Patrick Lynch, the NY Post editorial page, and these anarchists should sit down together. And never leave that room. http://t.co/aRlyWiW5gT
— David Roth (@david_j_roth) January 3, 2015
I’d been sitting on the protest video, and on the subsequent Daily Beast stories (“The Monsters Who Screamed for Dead Cops” and “Trayvon Martin’s Family Rejects ‘Dead Cops’ Marchers“) because it felt like bringing theatre to a crowded fire. But the flapmouth arseholes (ir)responsible for the chant have decided to out themselves at Buzzfeed…
NEW YORK CITY — On Dec. 13, about 100 protesters splintered off from the #MillionsMarch in lower Manhattan — a huge, peaceful demonstration against police brutality — and headed up Sixth Avenue…
The chant in the video — “What do we want? Dead Cops! When do we want it? Now!” — has been viewed nearly half a million times and rallied critics of the protest… Indeed, the chant soon became central to allegations that the movement against police brutality, whose leaders have called for non-violent action, could not be as easily separated from the murders as its members would like. That claim has, in turn, has produced outrage from nonviolent protesters and their leaders.
But one group has been largely silent since lighting this particular match: the people who marched down 32nd street, chanting.
BuzzFeed News on Friday spoke to one person who participated in the Dec. 13 chant heard on the video, along with two other people who marched with other radical contingents involved in the protests that day. All of them claimed that, despite the literal words of the chants, they weren’t actually advocating for the murder of police officers…
The unplanned chant, the person said, was to distinguish a more radical message from the vast majority of the protesters. “The larger march … had a liberal, reformist agenda. The people who wanted a broader transformation, they were gravitating toward whatever chants could express that,” the person said.
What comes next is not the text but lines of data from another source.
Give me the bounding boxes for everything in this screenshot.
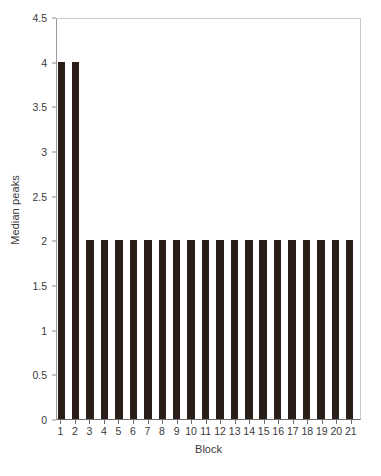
bar-slot xyxy=(158,19,172,419)
bar-series xyxy=(57,19,360,419)
x-axis-tick-label: 1 xyxy=(57,425,63,437)
bar xyxy=(72,62,79,419)
x-axis-tick-mark xyxy=(322,420,323,424)
bar-slot xyxy=(345,19,359,419)
x-axis-tick-label: 16 xyxy=(272,425,284,437)
x-axis-tick-label: 15 xyxy=(258,425,270,437)
bar-slot xyxy=(273,19,287,419)
bar-slot xyxy=(230,19,244,419)
y-axis-tick-label: 1 xyxy=(41,325,47,337)
bar-slot xyxy=(331,19,345,419)
x-axis-tick-label: 3 xyxy=(86,425,92,437)
x-axis-tick-label: 20 xyxy=(330,425,342,437)
x-axis-tick-label: 4 xyxy=(101,425,107,437)
x-axis-tick-mark xyxy=(293,420,294,424)
bar xyxy=(317,240,324,419)
bar xyxy=(159,240,166,419)
bar-chart-figure: Median peaks 00.511.522.533.544.5 123456… xyxy=(0,0,381,476)
x-axis-tick-mark xyxy=(162,420,163,424)
bar-slot xyxy=(244,19,258,419)
bar xyxy=(216,240,223,419)
bar xyxy=(259,240,266,419)
bar xyxy=(231,240,238,419)
x-axis-tick-mark xyxy=(177,420,178,424)
y-axis-title-text: Median peaks xyxy=(9,175,21,245)
bar-slot xyxy=(259,19,273,419)
bar-slot xyxy=(201,19,215,419)
bar-slot xyxy=(172,19,186,419)
bar-slot xyxy=(187,19,201,419)
bar-slot xyxy=(115,19,129,419)
x-axis-tick-mark xyxy=(118,420,119,424)
x-axis-tick-mark xyxy=(148,420,149,424)
bar xyxy=(332,240,339,419)
x-axis-tick-mark xyxy=(307,420,308,424)
bar xyxy=(115,240,122,419)
x-axis-tick-label: 6 xyxy=(130,425,136,437)
x-axis-tick-label: 11 xyxy=(200,425,211,437)
y-axis-tick-label: 2.5 xyxy=(32,191,47,203)
x-axis-tick-mark xyxy=(60,420,61,424)
x-axis-tick-label: 21 xyxy=(345,425,357,437)
y-axis-tick-label: 2 xyxy=(41,235,47,247)
bar xyxy=(187,240,194,419)
bar-slot xyxy=(86,19,100,419)
bar xyxy=(303,240,310,419)
y-axis-tick-label: 3 xyxy=(41,146,47,158)
bar xyxy=(144,240,151,419)
bar xyxy=(288,240,295,419)
y-axis-tick-label: 3.5 xyxy=(32,101,47,113)
x-axis-tick-label: 17 xyxy=(287,425,299,437)
x-axis-tick-mark xyxy=(351,420,352,424)
bar xyxy=(130,240,137,419)
bar-slot xyxy=(100,19,114,419)
bar xyxy=(245,240,252,419)
x-axis-tick-label: 18 xyxy=(301,425,313,437)
x-axis-tick-labels: 123456789101112131415161718192021 xyxy=(56,425,361,441)
y-axis-tick-label: 1.5 xyxy=(32,280,47,292)
y-axis-tick-label: 0.5 xyxy=(32,369,47,381)
bar-slot xyxy=(71,19,85,419)
x-axis-tick-label: 19 xyxy=(316,425,328,437)
x-axis-tick-mark xyxy=(206,420,207,424)
x-axis-tick-label: 13 xyxy=(229,425,241,437)
x-axis-tick-mark xyxy=(104,420,105,424)
x-axis-tick-mark xyxy=(235,420,236,424)
bar-slot xyxy=(216,19,230,419)
y-axis-tick-label: 4 xyxy=(41,57,47,69)
x-axis-tick-label: 8 xyxy=(159,425,165,437)
x-axis-tick-mark xyxy=(249,420,250,424)
x-axis-tick-label: 5 xyxy=(116,425,122,437)
x-axis-tick-mark xyxy=(133,420,134,424)
x-axis-tick-label: 2 xyxy=(72,425,78,437)
bar-slot xyxy=(129,19,143,419)
x-axis-tick-mark xyxy=(278,420,279,424)
x-axis-tick-mark xyxy=(336,420,337,424)
y-axis-tick-label: 0 xyxy=(41,414,47,426)
x-axis-tick-mark xyxy=(264,420,265,424)
bar-slot xyxy=(302,19,316,419)
bar-slot xyxy=(288,19,302,419)
bar xyxy=(58,62,65,419)
x-axis-tick-label: 7 xyxy=(145,425,151,437)
x-axis-title: Block xyxy=(56,443,361,455)
x-axis-tick-label: 9 xyxy=(174,425,180,437)
x-axis-tick-mark xyxy=(220,420,221,424)
bar xyxy=(202,240,209,419)
bar xyxy=(173,240,180,419)
bar xyxy=(274,240,281,419)
x-axis-tick-mark xyxy=(89,420,90,424)
x-axis-tick-label: 10 xyxy=(185,425,197,437)
bar xyxy=(101,240,108,419)
plot-area xyxy=(56,18,361,420)
x-axis-tick-label: 12 xyxy=(214,425,226,437)
x-axis-tick-mark xyxy=(191,420,192,424)
y-axis-tick-labels: 00.511.522.533.544.5 xyxy=(26,18,52,420)
bar-slot xyxy=(57,19,71,419)
bar xyxy=(346,240,353,419)
x-axis-tick-mark xyxy=(75,420,76,424)
bar xyxy=(86,240,93,419)
bar-slot xyxy=(144,19,158,419)
x-axis-tick-label: 14 xyxy=(243,425,255,437)
bar-slot xyxy=(317,19,331,419)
“In that moment of outrage, the chant was the only way to express that we wanted to separate ourselves from people who just want to get a guy fired,” the person added. “We wanted to see the police disbanded.”…
“I don’t think people wanted dead bodies,” the person who participated in the chant said. “It was not bloodlust. Some people were laughing when they were chanting it — there was a humorous element to it. Everyone is a human being, and I don’t think any of us wants to see someone suffer and die.”…
Rhetorical calls for violence against the police are nothing new, the third person argued.
“Death to cops chants have populated protests since the ’90s and beyond!” the person told BuzzFeed News. “Blaming TMOC [the ‘Trayvon Martin Organizing Committe’, i.e., the idiots chanting] is a mess, and a dangerous one for sure, especially considering that fighting cops is so entrenched in popular imagery,” including popular rap music….
So, this was the “street fighter” version of the well-worn trustafarian “Rap musicians use the n-word, why can’t I establish my radical credentials the same way?” whinge. Can someone wrap the Mumia hoodies really tightly over their mouths, now? Because I think they’ve contributed more than enough to the conversation already.